Forney’s experience gives Anderson a unique perspective, though, and he and Pettine see nothing inevitable about a flood of new manufactured products changing the U.S. economy overnight. The challenge? Workforce. For U.S. industry to bounce-back and power innovation and development in a bigger way, a new generation of industrial employees must begin to materialize to power America’s new ‘maker economy’.

‘We’re almost starting over,” Anderson, says, drawing on the firm’s manufacturing roots but also its front row seat to a sector that changed radically in the last half of the 20th century. “For the past decades we’ve asked others to do the work for us. That means we have to start educating kids now – we’re behind.”

Pettine adds, “From my perspective we’re getting to a critical point – we’ve got a gap in our workforce as the baby-boom generation is retiring. There isn’t a next-generation manufacturing workforce.”

He puts a sharp point on what’s at stake. “Would we buy American if we had the option? Of course,” Pettine says. “So would our customers.”

So a generation or so removed from manufacturing but committed again to filling more orders with American-made products, leadership at Forney is working to fill the labor pipeline that would juice a new manufacturing surge. A new manufacturing coalition has formed in northern Colorado. Anderson’s on an education committee. He’s honest about the scale of the challenge, of labor enabling the next iteration of his family business.

“The baby-boomers want their kids to be doctors and lawyers – but unfortunately doctors and lawyers represent a small percentage of our workforce. Few parents today see their kids working on a CNC machine (basically, computer-guided machine tools), and that’s wrong. But we’ve done it to ourselves. We’ve taken shops of out the high schools; kids don’t have to work with their hands.

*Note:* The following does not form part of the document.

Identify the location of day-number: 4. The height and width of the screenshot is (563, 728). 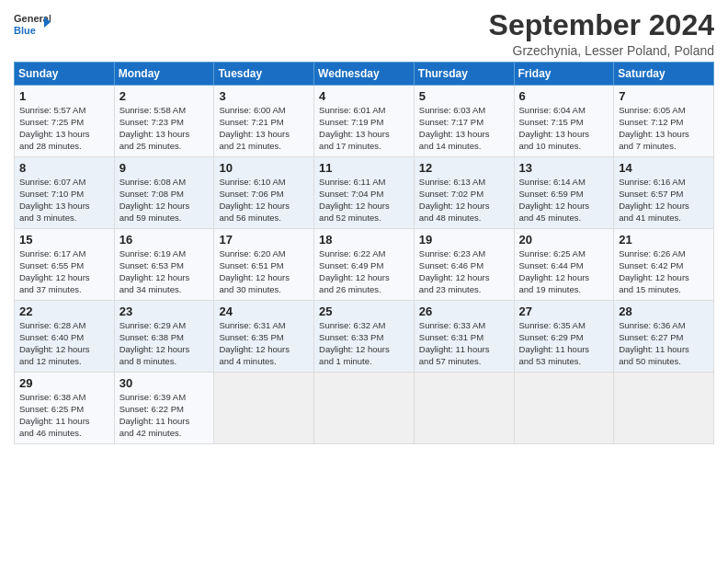
(364, 96).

“Our goal on the manufacturing side of things today is to get kids back to having some interest in what a manufacturing career would be,” Anderson says, “and what’s happening here is that manufacturers are creating that curriculum that should be taught in the schools but don’t have any way to share it. We’re trying to get that knowledge off the shop floor and to educators at the community college level.”

What Anderson and others would acknowledge though is that community colleges aren’t enough. For one, some community colleges are overwhelmed today with vocational demand. It’s not uncommon for colleges to have wait lists for classes like welding.

But even if the community college talent pool improves – and grant money pouring into the system and legislative focus can’t help but improve the system’s poor showing in manufacturing – Anderson believes universities will have to play a bigger role.

“At Forney we support the supply-chain management program at Colorado State University, but there aren’t a lot if any courses in how to control process or manufacture goods today. Or what it’s like for a business to be ‘lean’ (a manufacturing production practice). We’re pulling a lot of kids from the supply-chain track at CSU – but have they had any exposure at all to what it takes to manufacture? Probably very little. We need more kids exposed to the possibilities of a manufacturing career.”

In the end, industry – manufacturers – will have to lead the way. As Anderson and Pettine point out, industry knows best which jobs-of-the-future will materialize. In many cases they are leading. Wolf Robotics, a Forney neighbor in Ft. Collins, runs a 30-intern program with CSU that continually develops the talent Wolf needs. Others operate similarly.

Even so, according to Anderson, universities can play a more active role. “CSU should really be reaching out…to manufacturers, to say, ‘tell us about your story; tell us about what you need.’ That would help tremendously.’

Will a U.S. manufacturing resurgence write a new chapter for the company? For Kyle Pettine, it would be mean less flights to China and more to San Diego, or Michigan, a prospect that seems to appeal to him primary because it would be mean more dollars staying in the U.S.

Whatever the case, Forney Industries seems capable of adapting to whatever the future holds.